Seeing a doctor online in the UK: what to expect and how to spot a safe service

What online GP consultations can and can't do, what the 2025 rule changes mean, and the red flags that separate safe providers from risky ones.

Quick answer: UK online doctors can assess, advise and prescribe when remote care is clinically safe — using registered GMC clinicians and GPhC pharmacies. Since 2025, high-risk medicines need extra verification. Safe services may decline you; unsafe ones guarantee prescriptions.

Online consultations have become a normal part of UK healthcare — but the quality gap between providers is wide, and since 2025 the rules have tightened considerably. Here’s how to use online care well, and how to spot the services worth trusting.

What do online doctors do well?

Advice and assessment for everyday conditions, skin problems (often helped by photos), travel health, contraception, medication reviews, private fit notes, and referrals. For many issues, a video or structured online assessment is clinically equivalent to sitting in a consulting room — and considerably faster.
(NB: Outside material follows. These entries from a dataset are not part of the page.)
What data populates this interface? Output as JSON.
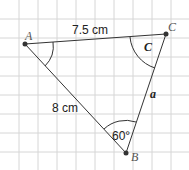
{
  "diagram": {
    "type": "triangle-on-grid",
    "vertices": {
      "A": {
        "label": "A",
        "x": 25,
        "y": 44
      },
      "B": {
        "label": "B",
        "x": 126,
        "y": 153
      },
      "C": {
        "label": "C",
        "x": 166,
        "y": 34
      }
    },
    "sides": {
      "AC": {
        "label": "7.5 cm"
      },
      "AB": {
        "label": "8 cm"
      },
      "BC": {
        "label": "a"
      }
    },
    "angles": {
      "C": {
        "label": "C"
      },
      "B": {
        "label": "60°"
      },
      "A": {
        "label": ""
      }
    },
    "colors": {
      "grid": "#d6d6d6",
      "line": "#333333",
      "background": "#ffffff"
    }
  }
}
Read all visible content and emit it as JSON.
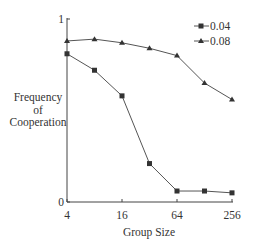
{
  "chart_data": {
    "type": "line",
    "title": "",
    "xlabel": "Group Size",
    "ylabel": "Frequency of Cooperation",
    "ylabel_lines": [
      "Frequency",
      "of",
      "Cooperation"
    ],
    "x_scale": "log2",
    "x": [
      4,
      8,
      16,
      32,
      64,
      128,
      256
    ],
    "x_tick_labels": [
      "4",
      "16",
      "64",
      "256"
    ],
    "x_ticks": [
      4,
      16,
      64,
      256
    ],
    "y_tick_labels": [
      "0",
      "1"
    ],
    "ylim": [
      0,
      1
    ],
    "grid": false,
    "legend_position": "top-right",
    "series": [
      {
        "name": "0.04",
        "marker": "square",
        "values": [
          0.81,
          0.72,
          0.58,
          0.21,
          0.06,
          0.06,
          0.05
        ]
      },
      {
        "name": "0.08",
        "marker": "triangle",
        "values": [
          0.88,
          0.89,
          0.87,
          0.84,
          0.8,
          0.65,
          0.56
        ]
      }
    ]
  },
  "colors": {
    "line": "#555555",
    "marker": "#333333",
    "axis": "#444444"
  }
}
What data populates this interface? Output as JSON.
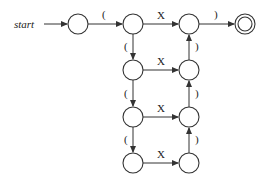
{
  "diagram": {
    "type": "finite-automaton",
    "start_label": "start",
    "states": [
      {
        "id": "s0",
        "x": 78,
        "y": 24,
        "accepting": false,
        "initial": true
      },
      {
        "id": "a1",
        "x": 133,
        "y": 24,
        "accepting": false
      },
      {
        "id": "b1",
        "x": 189,
        "y": 24,
        "accepting": false
      },
      {
        "id": "f",
        "x": 245,
        "y": 24,
        "accepting": true
      },
      {
        "id": "a2",
        "x": 133,
        "y": 70,
        "accepting": false
      },
      {
        "id": "b2",
        "x": 189,
        "y": 70,
        "accepting": false
      },
      {
        "id": "a3",
        "x": 133,
        "y": 117,
        "accepting": false
      },
      {
        "id": "b3",
        "x": 189,
        "y": 117,
        "accepting": false
      },
      {
        "id": "a4",
        "x": 133,
        "y": 163,
        "accepting": false
      },
      {
        "id": "b4",
        "x": 189,
        "y": 163,
        "accepting": false
      }
    ],
    "transitions": [
      {
        "from": "s0",
        "to": "a1",
        "label": "("
      },
      {
        "from": "a1",
        "to": "b1",
        "label": "X"
      },
      {
        "from": "b1",
        "to": "f",
        "label": ")"
      },
      {
        "from": "a1",
        "to": "a2",
        "label": "("
      },
      {
        "from": "a2",
        "to": "b2",
        "label": "X"
      },
      {
        "from": "b2",
        "to": "b1",
        "label": ")"
      },
      {
        "from": "a2",
        "to": "a3",
        "label": "("
      },
      {
        "from": "a3",
        "to": "b3",
        "label": "X"
      },
      {
        "from": "b3",
        "to": "b2",
        "label": ")"
      },
      {
        "from": "a3",
        "to": "a4",
        "label": "("
      },
      {
        "from": "a4",
        "to": "b4",
        "label": "X"
      },
      {
        "from": "b4",
        "to": "b3",
        "label": ")"
      }
    ],
    "labels": {
      "open": "(",
      "close": ")",
      "x": "X"
    }
  }
}
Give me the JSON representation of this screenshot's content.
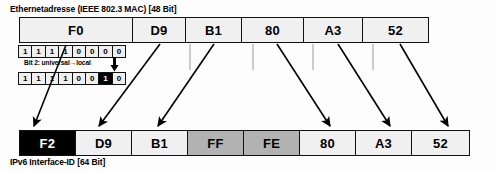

Sanara focuses on programme-based care (weight, men’s and women’s health) with pharmacy supply where appropriate — see programmes.

What shouldn’t online doctors do?

Anything needing hands-on examination, emergencies, and conditions where a remote assessment can’t be made safely. A trustworthy clinician will say “you need to be seen in person for this” — and that honesty is itself a quality signal.

What changed in 2025?

UK pharmacy regulation now requires that, for higher-risk prescription medicines supplied online, the prescriber independently verifies your information rather than relying on a questionnaire alone — through two-way conversation, records, or your GP.

So a proper service may ask to speak with you, request confirmation of details, or ask consent to contact your GP. That friction is the system working.

What are the red flags?

Be wary of any site that:

  • Lets you choose a prescription medicine and check out like buying socks
  • Advertises prescription-only medicines by name with prices
  • Has no named, register-checkable clinicians
  • Has no UK pharmacy registration displayed
  • Guarantees approval

Legitimate UK providers display their GPhC pharmacy number and their clinicians’ GMC/GPhC numbers — and you can verify both on the public registers in under a minute.

Read our full online pharmacy checklist.

What are the green flags?

Named clinicians with register numbers, a clear “you may not be approved” message, refund-if-declined policies, GP-sharing options, and visible safety screening. The best services are slightly slower than the worst ones — by design.

Next steps

Explore how Sanara works or start an assessment for programme-based care with discreet UK delivery.

Frequently asked questions

Can online doctors prescribe medicine in the UK?

Yes — registered GMC doctors and independent prescribers can prescribe after a proper assessment when remote care is safe. They must not prescribe when an examination is required or when verification standards for high-risk medicines aren't met.

What changed for online prescribing in the UK in 2025?

Regulators tightened rules for higher-risk online medicines — especially weight-loss injections — requiring prescribers to independently verify patient information rather than relying on questionnaires alone.

Are online doctor consultations safe?

Safe when provided by registered clinicians through GPhC-regulated pharmacies with clear limits on what can be managed remotely. Unsafe when prescriptions are guaranteed without assessment or sold like retail products.

What can online GPs not treat?

Emergencies, conditions needing physical examination, suspected serious pathology, and some mental health crises require in-person or urgent care. Good online clinicians say no when remote care isn't safe.